[Math] Does the Fourier transform of a smooth $L^2$ function decay rapidly at infinity

fourier analysisfunctional-analysisreal-analysis

For $L^1$ functions, there is a correspondence through the Fourier Transform between functions which are smooth and functions which decay rapidly at infinity. More precisely, if $f$ is a smooth $L^1$ function, $\hat{f}$ is an $L^\infty$ function which decays faster than any polynomial at infinity, and conversely, if $g$ is an $L^\infty$ function which decays faster than any polynomial at infinity, then the inverse fourier transform of $g$ is $L^1$ and smooth.

For $L^2$ functions, there is a difficulty. The Fourier transform formula is no longer valid on individual functions. It only is defined on the $L^2$ classes of functions.

I have two questions:

  1. Is there a standard way to extend "decays rapidly at infinity" to $L^2$ classes of functions?

  2. Assuming (1), is there a 1-1 correspondence between classes of $L^2$ functions with a smooth representative and classes of $L^2$ functions which decay rapidly at infinity?

Best Answer

if $f$ is a smooth $L^1$ function, $\hat{f}$ is an $L^\infty$ function which decays faster than any polynomial at infinity

This is not true as stated. Unquantified smoothness does not lead to quantitative conclusions. Indeed, the properties of $\hat f$ that you claimed imply $\hat f\in L^2$, hence $f\in L^2$. But a smooth $L^1$ function need not be in $L^2$. Another line of counterexamples comes from functions like $f(x) = \sin(e^x)/(1+x^4)$. This is a smooth function in $L^1\cap L^2$, but since $f'\notin L^2$, it follows that $\xi \hat f(\xi)\notin L^2$, hence $\hat f$ does not decay all that quickly.

What is true is that a smooth $L^1$ function such that all of its derivatives are also in $L^1$ has rapidly decaying Fourier transform.

Now consider a smooth $L^2$ function $f$ whose derivatives are in $L^2$. Then $$(1+|\xi|)^k \hat f(\xi)\in L^2\quad \text{ for all } k\ge 0\tag{1} $$ and the converse holds too. Indeed, by the Cauchy-Schwarz inequality, $$ \int |g(\xi)|\le \sqrt{\int (1+|\xi|)^{-2}\,d \xi}\sqrt{\int (1+|\xi|)^2 |g(\xi)|^2\,d\xi} $$ Hence $(1)$ implies $(1+|\xi|)^k \hat f(\xi)\in L^1 $ for all $k\in L^1$, and the latter property yields the smoothness of $f$.

But one can build $\hat f$ that satisfies $(1)$ and is not even bounded: e.g., $$ \hat f(\xi) = \sum_{n=1}^\infty n \chi_{[n,n+e^{-n}]} $$ (and get $f$ from it by the inverse transform). So, the answer to the question posed is negative.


# [Goal of the exercise]
Could you copy exactly the lines below, beginning at the line with "is (303, 630)." and stopping after the line with "pyautogui.click(x=<x>, y=<y>)", with no pictures?

# [Data in this exercise]

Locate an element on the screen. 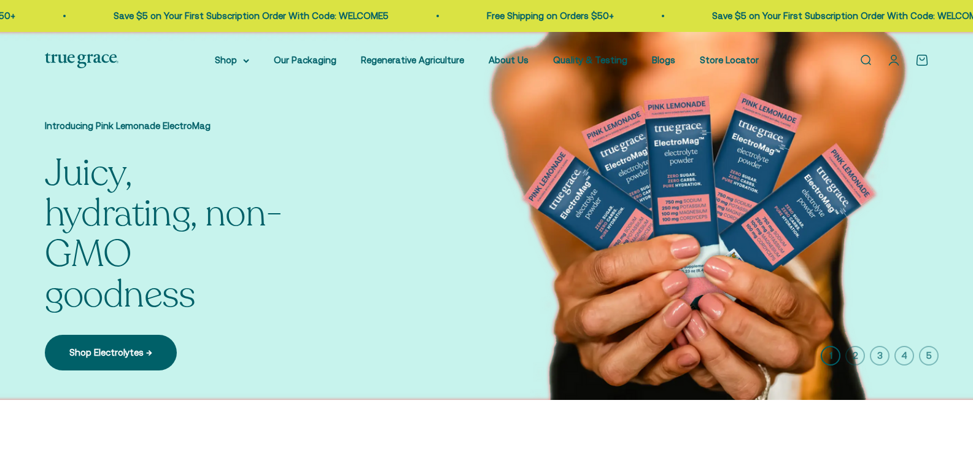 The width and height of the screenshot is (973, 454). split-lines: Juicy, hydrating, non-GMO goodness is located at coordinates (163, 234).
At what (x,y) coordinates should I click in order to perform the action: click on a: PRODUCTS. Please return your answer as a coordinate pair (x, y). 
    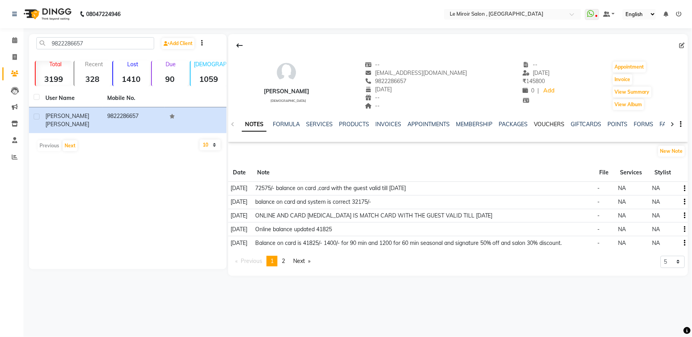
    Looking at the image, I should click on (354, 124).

* * *

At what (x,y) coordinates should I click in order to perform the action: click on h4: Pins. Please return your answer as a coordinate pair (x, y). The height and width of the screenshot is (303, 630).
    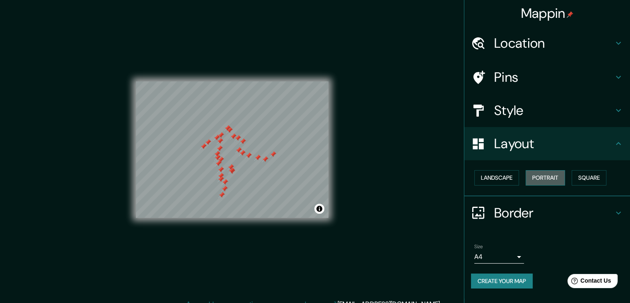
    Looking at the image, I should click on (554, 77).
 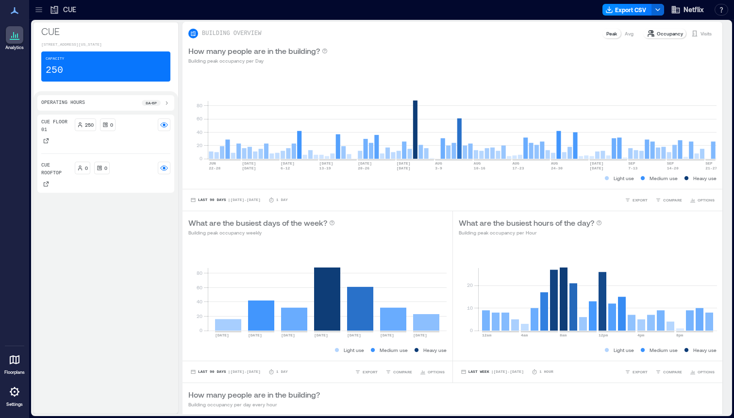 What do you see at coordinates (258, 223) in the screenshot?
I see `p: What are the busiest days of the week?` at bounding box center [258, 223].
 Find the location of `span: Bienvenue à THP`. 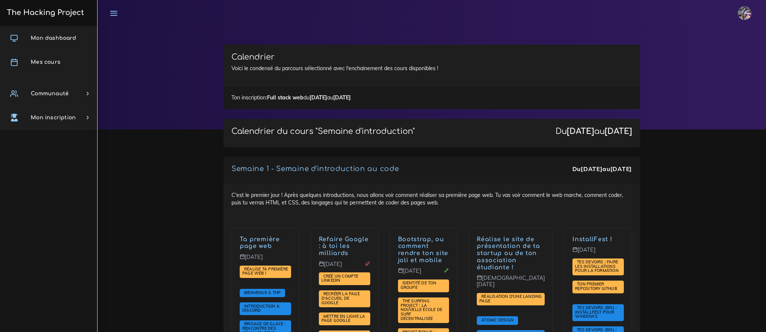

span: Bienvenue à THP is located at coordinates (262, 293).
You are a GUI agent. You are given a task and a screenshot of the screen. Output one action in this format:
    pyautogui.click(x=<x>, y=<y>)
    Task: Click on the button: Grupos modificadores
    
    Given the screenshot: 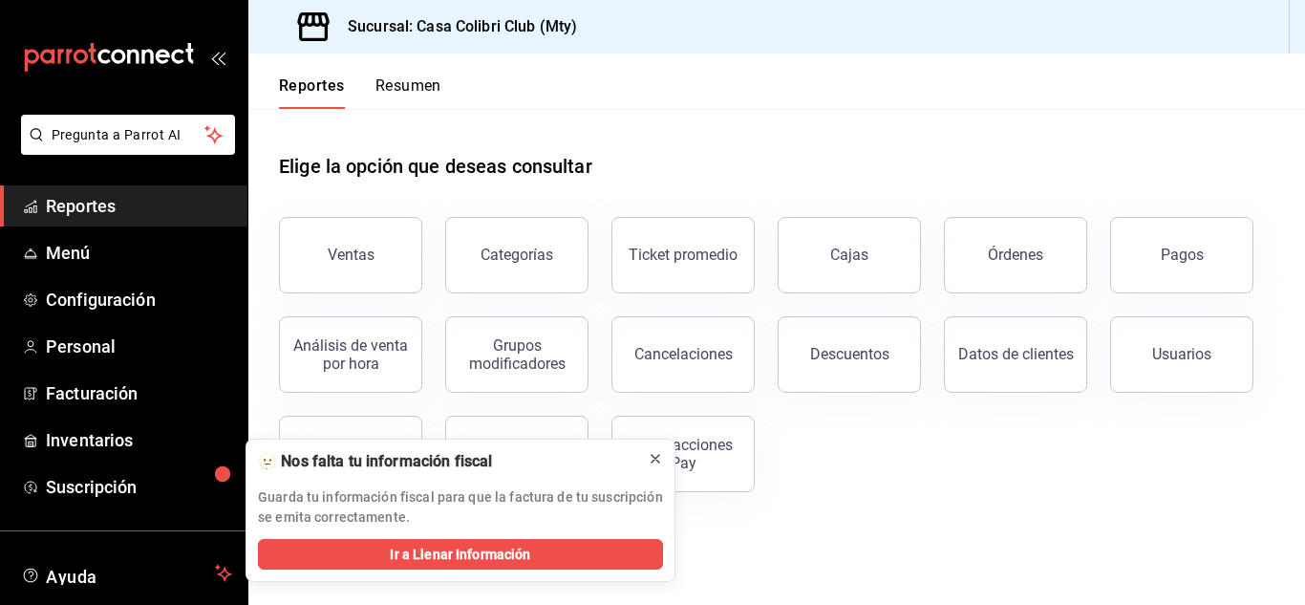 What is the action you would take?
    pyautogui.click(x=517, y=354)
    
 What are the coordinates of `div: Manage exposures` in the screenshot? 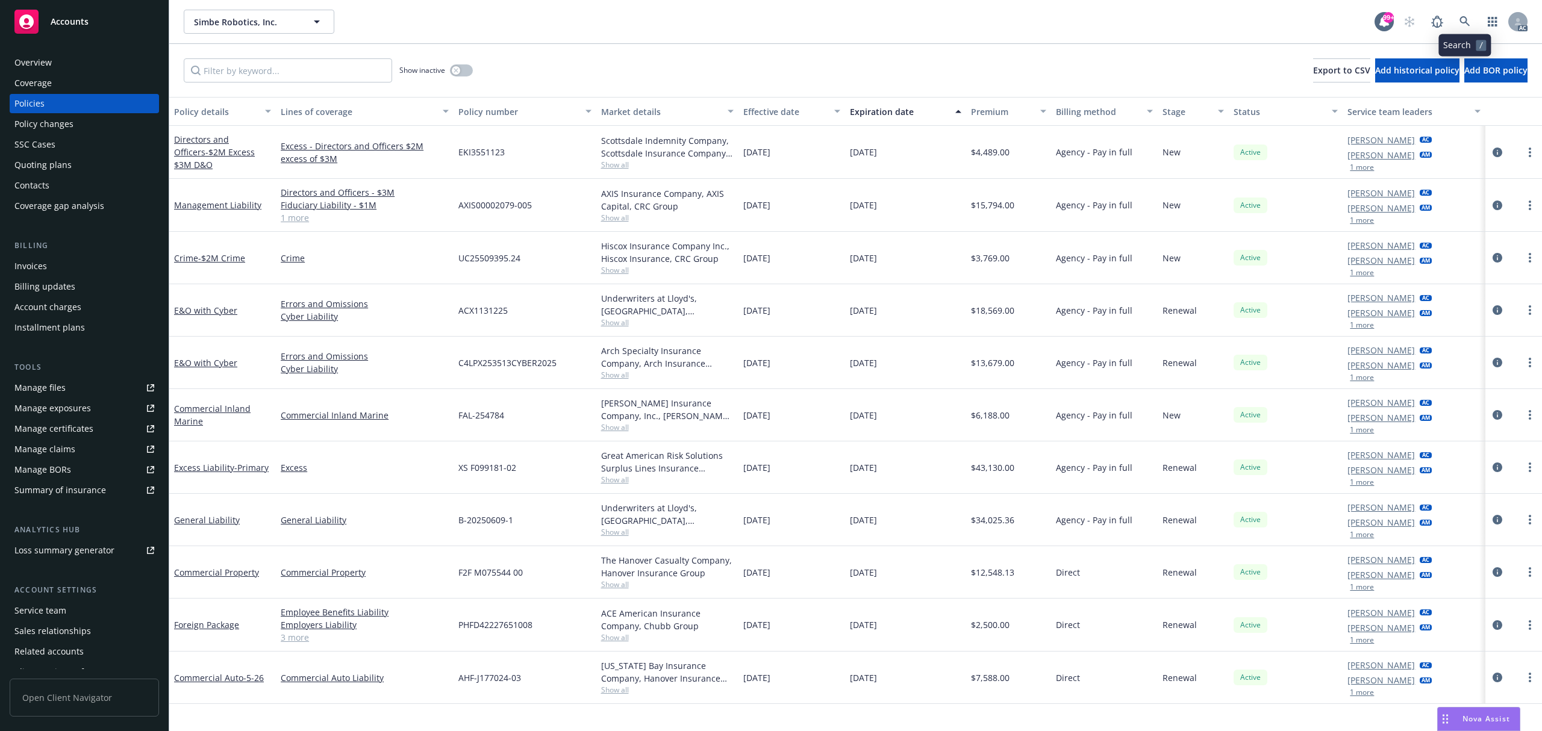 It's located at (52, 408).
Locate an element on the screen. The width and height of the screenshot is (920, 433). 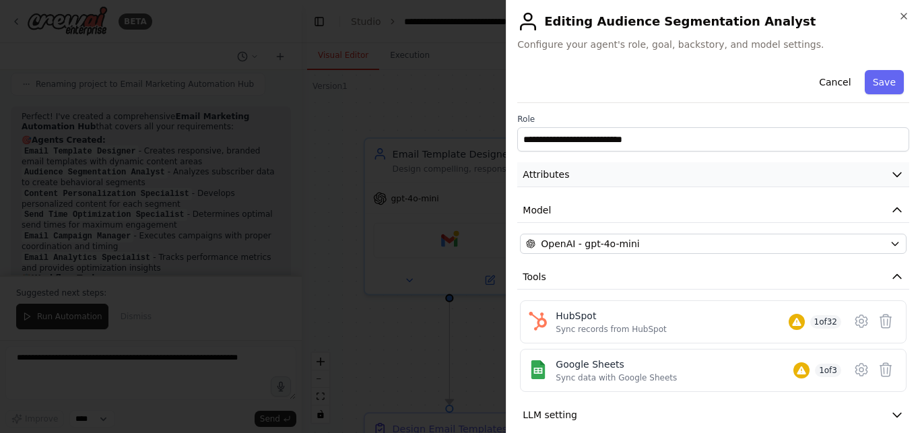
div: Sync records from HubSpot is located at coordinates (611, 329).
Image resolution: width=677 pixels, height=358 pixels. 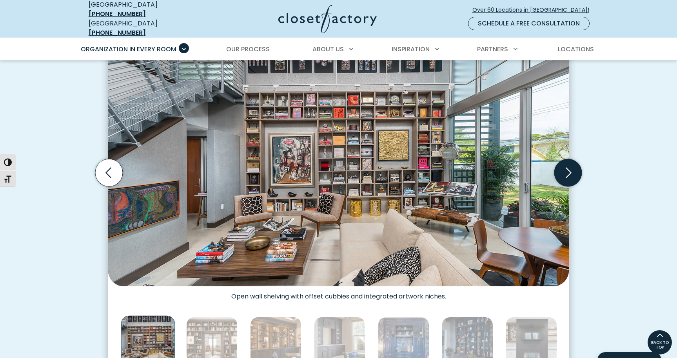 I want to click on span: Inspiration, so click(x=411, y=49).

==

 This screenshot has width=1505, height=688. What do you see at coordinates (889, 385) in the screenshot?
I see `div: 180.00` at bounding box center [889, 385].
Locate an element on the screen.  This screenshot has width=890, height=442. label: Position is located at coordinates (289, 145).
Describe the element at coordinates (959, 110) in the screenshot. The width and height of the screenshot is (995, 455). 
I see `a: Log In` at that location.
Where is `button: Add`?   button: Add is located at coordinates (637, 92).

# [Response to the exercise]
At what (x,y) coordinates should I click in order to perform the action: click on h4: Pins. Please return your answer as a coordinate pair (x, y). The height and width of the screenshot is (303, 630).
    Looking at the image, I should click on (554, 77).
  What do you see at coordinates (258, 223) in the screenshot?
I see `p: What are the busiest days of the week?` at bounding box center [258, 223].
 Find the location of `span: Bienvenue à THP`. 

span: Bienvenue à THP is located at coordinates (262, 293).
You are a GUI agent. You are given a task and a screenshot of the screen. Output one action in this format:
    pyautogui.click(x=<x>, y=<y>)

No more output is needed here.